“Farmers in the United States are growing old, largely because men once fully committed to farming leave it reluctantly and slowly, but also because young men refuse to enter farming as long as income prospects are so poor,” he said. Those sentiments mirrored exactly several stories I had seen in recent newspapers.
Then I noticed the date of the article I was reading, which I had found online. It had been published in February … 1963.
I couldn’t ask the author, who name was Marion Coleman, if the policy changes he was hoping for happened, because he’d been dead about ten years. But he certainly knew that farm crises are nothing new.
Personally, I don’t know Allis from Chalmers, and once, when visiting a farm, was mildly surprised to learn that bacon did not come wrapped in cellophane. But what I do know is history.
And the history of western civilization is pretty much the history of young people leaving the farm. Karl Marx wrote grumpily about the “idiocy of rural life.” After World War I, Songwriter Walter Donaldson, who was probably more fun at parties, asked “How you going to keep them down on the farm after they’ve seen Paree?”
The number of Americans who farm full-time for a living has steadily declined, in large part because the remaining farmers are so productive.

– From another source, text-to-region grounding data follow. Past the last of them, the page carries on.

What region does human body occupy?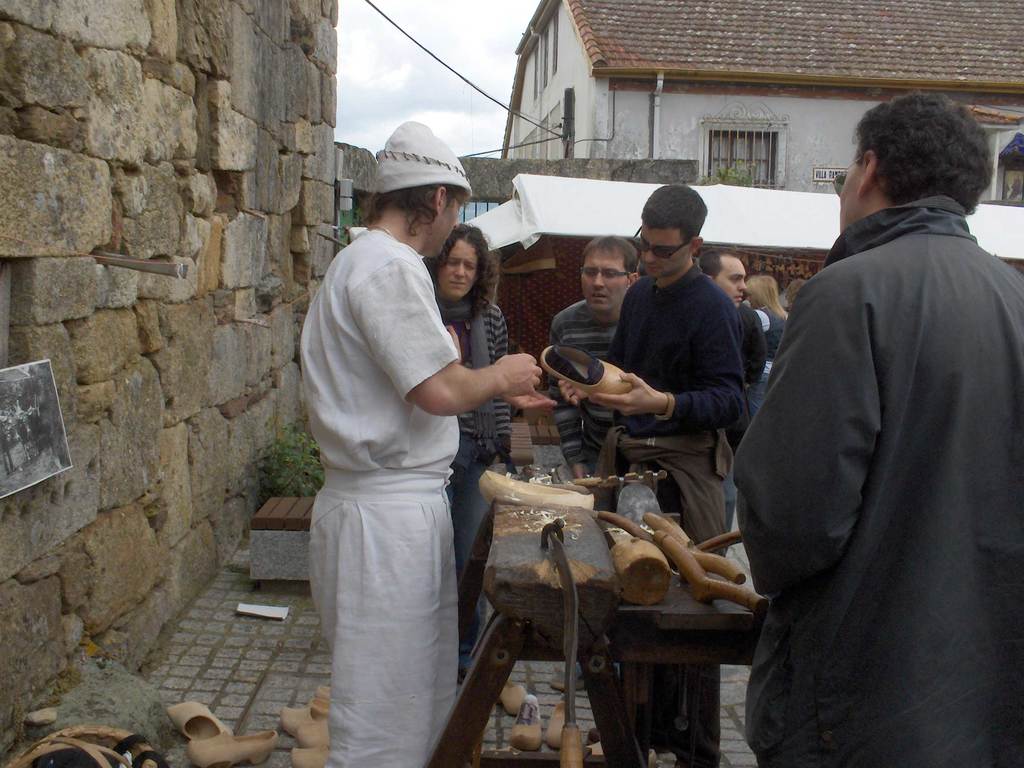
285,182,508,767.
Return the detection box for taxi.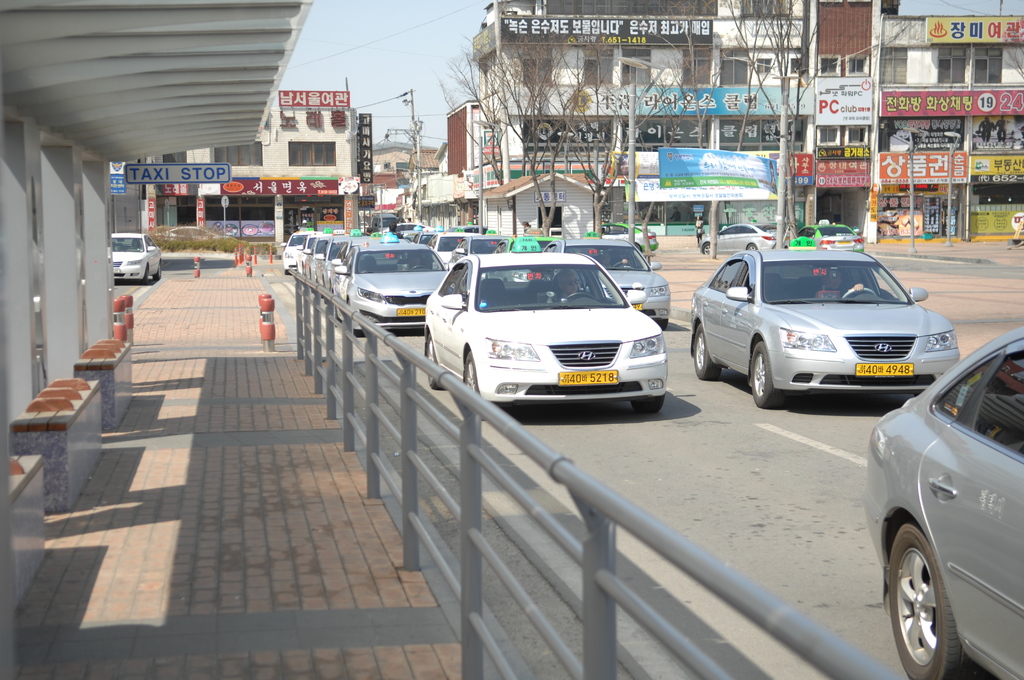
490, 231, 556, 257.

True, according to the federal farm census bureau, the average age of our farmers is increasing.
But so is the average age of the nation, and the average farmer is still younger than the average presidential candidate. Thanks to technology and better nutrition, people in their 50s today are usually physically younger than their grandparents at the same age.
It would be a tragedy if most of our farmers abandoned their farms because they could no longer make a living from agriculture. It would also be sad if they had to sell out to vast factory-like corporate operations.